X-Message-Number: 10123
Subject: Y2K: I'm sorry, but you're nuts.
From: "Perry E. Metzger" <>
Date: 26 Jul 1998 15:21:56 -0400

I'm really sorry to say this, but as a computer professional actually
working in the financial field, I have to say that the hysteria being
created is completely absurd, and exists largely because a bunch of
people are making a ream of money off of it.

Now, that is my opinion based on direct personal observation. It
should not be surprising. Given YEARS of warning, organizations have
not simply been sitting down and waiting to be destroyed. The minor
Y2K problems they have had have been examined and largely fixed. IT
ISN'T HARD TO DO. Typically, you spend a couple of weekends running
your machines with the date artificially set to 2000 or 2001 and
things are quickly found.

Most people aren't idiots.
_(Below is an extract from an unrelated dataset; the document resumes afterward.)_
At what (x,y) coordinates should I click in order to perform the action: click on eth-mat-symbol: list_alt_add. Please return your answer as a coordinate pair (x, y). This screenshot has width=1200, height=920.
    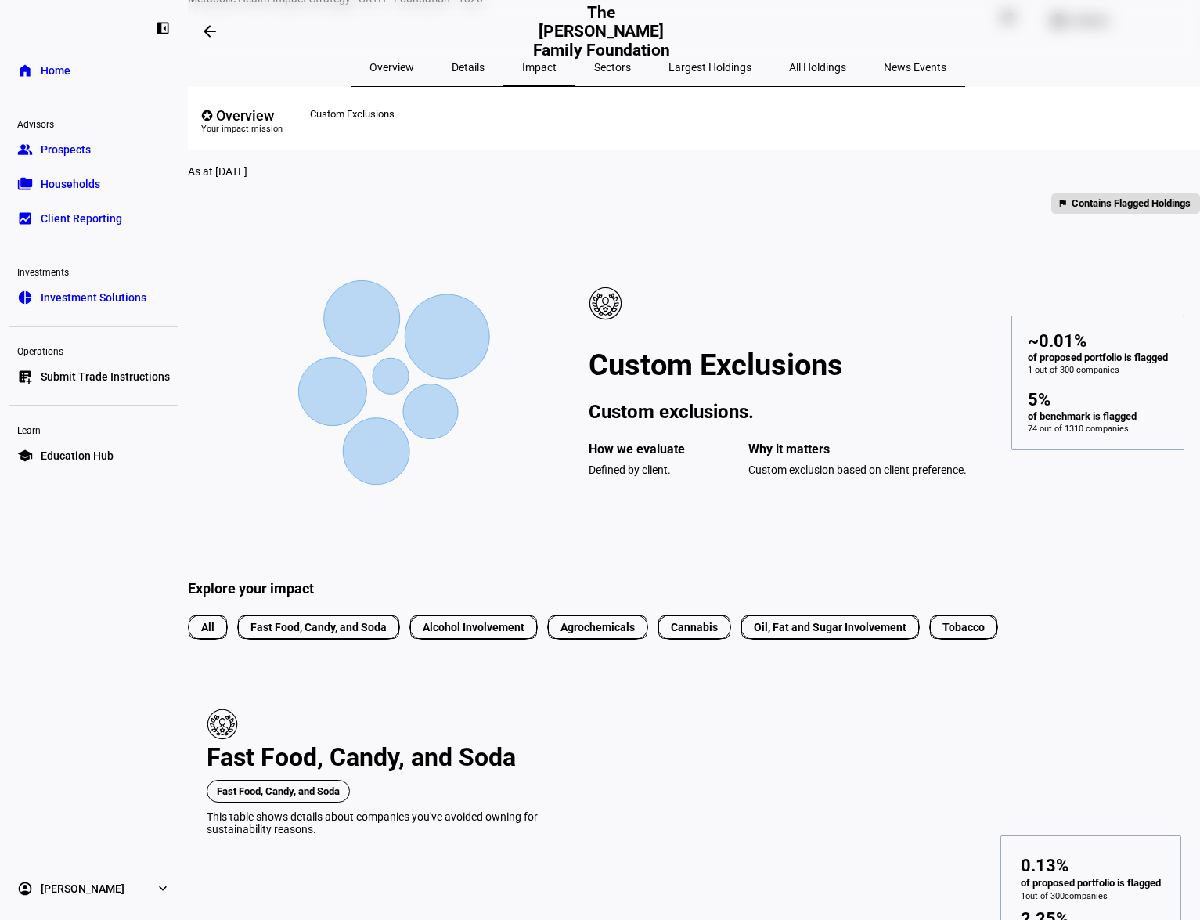
    Looking at the image, I should click on (25, 377).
Peter Merel's hysterical message makes it
sound like people are just sitting around waiting without doing
anything. Really, do you think that describes most of the companies on 
the planet?

Computer Professionals for Social Responsibility -- a reasonably tame
group -- has been systematically analysing Y2K rumors for some
time. They categorize them from "Unsubstantiated" to "Fit to
print". They have discovered something very interesting:

Not one story -- NOT ONE -- was deemed "Fit to print" by the New York
Times criterion. They've examined HUNDREDS.

See:
  http://www.cpsr.org/program/y2k/
(one link Peter Merel didn't give) if you don't believe me.

I'm not saying there will be NO Y2K failures. I'm just saying that
even the worst are at most going to disrupt a few small things for a
couple of days. Y2K problems are stunningly easy to fix -- at worst,
you have to hack a half dozen lines of code in a program. Even ten
minutes of training are overkill if your programmers have half a
brain.

Were I not fairly illiquid right now, I'd be making huge bets against
Y2K problems, simply because I'm so sure I'd make a killing off of
panicked people.

Sure, Mr. Merel, I'm sure you can find plenty of RUMORS. Many are even 
repeatedly reprinted.

What are the facts like?

Well, two weekends ago, most NYC financial center organizations did a
mass Y2K test. They set the clocks forward and tried simulating a day
of NYSE trading. Everything worked. EVERYTHING.

If the lot of you want to go on believing in this myth, go right
ahead, but I ask you to be rational here.

Consider that the problem consists entirely of defects of only a few
lines of code in most impacted computer programs, that there have been 
years of warning, and that most people and companies do NOT want to
find themselves bankrupted or worse.

I work part time on an open source operating system called NetBSD. We
successfully purged all our Y2K problems in a few days work. It was
TRIVIAL.

Also consider that there is now a vast industry devoted to creating
panic on the subject -- there are literally thousands of Y2K
consultants out there, and they can only make money by spreading rumor 
and panic. If there aren't huge problems, they can't make any money.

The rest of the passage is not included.